` ALAN: Assembly Line Adaptive "Netbot" (ALAN)

ALAN: Assembly Line Adaptive Netbot (ALAN):
A Practical Robot for Industry ?

Concept Sketch by Ken Goldberg (January 2009)

This note describes a concept tentatively called ALAN: Assembly-Line Adaptive Netbot, a proposed practical robot system for applications in manufacturing, material handling, and food production that is emerging from discussions between leaders from industry and academic research.

1) Industry expert report that the major obstacle to use of robots is the collateral costs and time required to design and create "robot compatible" environments with feeders, fixtures, lighting, sensors, etc. These costs can exceed the cost of robot arms by a factor of 2x-10x.

2) Consider a hypothetical alternative: the ALAN, Assembly-Line Adaptive Netbot: a practical robot system with the approx. form-factor and basic manipulation ability of a human worker (two arms, some sensing). ALAN need not be "humanoid" in appearance, but is designed to be quickly installed in unmodified factory environments and rapidly "trained" using vision and local tele-operation to perform a given repetitive manipulation task.
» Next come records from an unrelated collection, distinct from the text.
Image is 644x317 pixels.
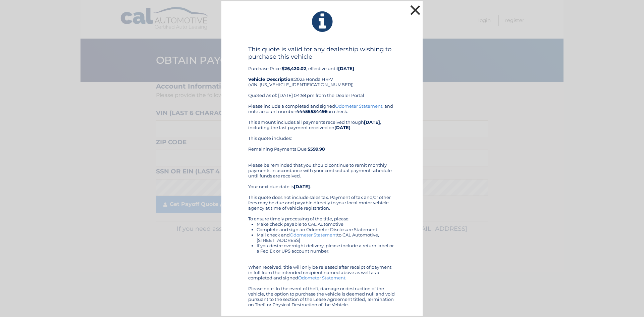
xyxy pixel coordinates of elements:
button: × [409,3,422,17]
div: Please include a completed and signed , and note account number on check. This amount includes al... [248,103,396,307]
li: Complete and sign an Odometer Disclosure Statement [257,226,396,232]
a: Odometer Statement [335,103,383,108]
b: [DATE] [335,125,351,130]
div: This quote includes: Remaining Payments Due: [248,135,396,157]
b: [DATE] [364,119,380,125]
b: $26,420.02 [282,66,306,71]
li: Make check payable to CAL Automotive [257,221,396,226]
b: $599.98 [308,146,325,152]
b: [DATE] [294,184,310,189]
div: Purchase Price: , effective until 2023 Honda HR-V (VIN: [US_VEHICLE_IDENTIFICATION_NUMBER]) Quote... [248,46,396,103]
h4: This quote is valid for any dealership wishing to purchase this vehicle [248,46,396,61]
li: If you desire overnight delivery, please include a return label or a Fed Ex or UPS account number. [257,243,396,253]
strong: Vehicle Description: [248,77,295,82]
a: Odometer Statement [298,275,346,280]
a: Odometer Statement [290,232,337,237]
b: [DATE] [338,66,354,71]
b: 44455534496 [296,108,327,114]
li: Mail check and to CAL Automotive, [STREET_ADDRESS] [257,232,396,243]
ALANs may have access to CAD models of parts. Once trained at a particular task, ALANs can store this information online for future access. ALANs would use machine learning to improve performance at any task over time and will be connected to the network to share data and call for human assistance when necessary.

3) ALANs would have human-safe features and so could be co-located with people without requiring changes to existing environments and would allow industry to adopt robots in stages over time. Industry experts say that such a robot at a cost of $100K would be appealing and have a payback period of less than two years.

4) ALANs could build on emerging advances in robot learning, statistical pattern recognition, laser range sensors, algorithmic automation methods.

To achieve this goal, research is needed in robot learning, robust manipulation, machine vision, mechanical modeling, motion planning, and related subfields.

A relatively low-cost hardware platform would allow research groups to evaluate experimentats and share results.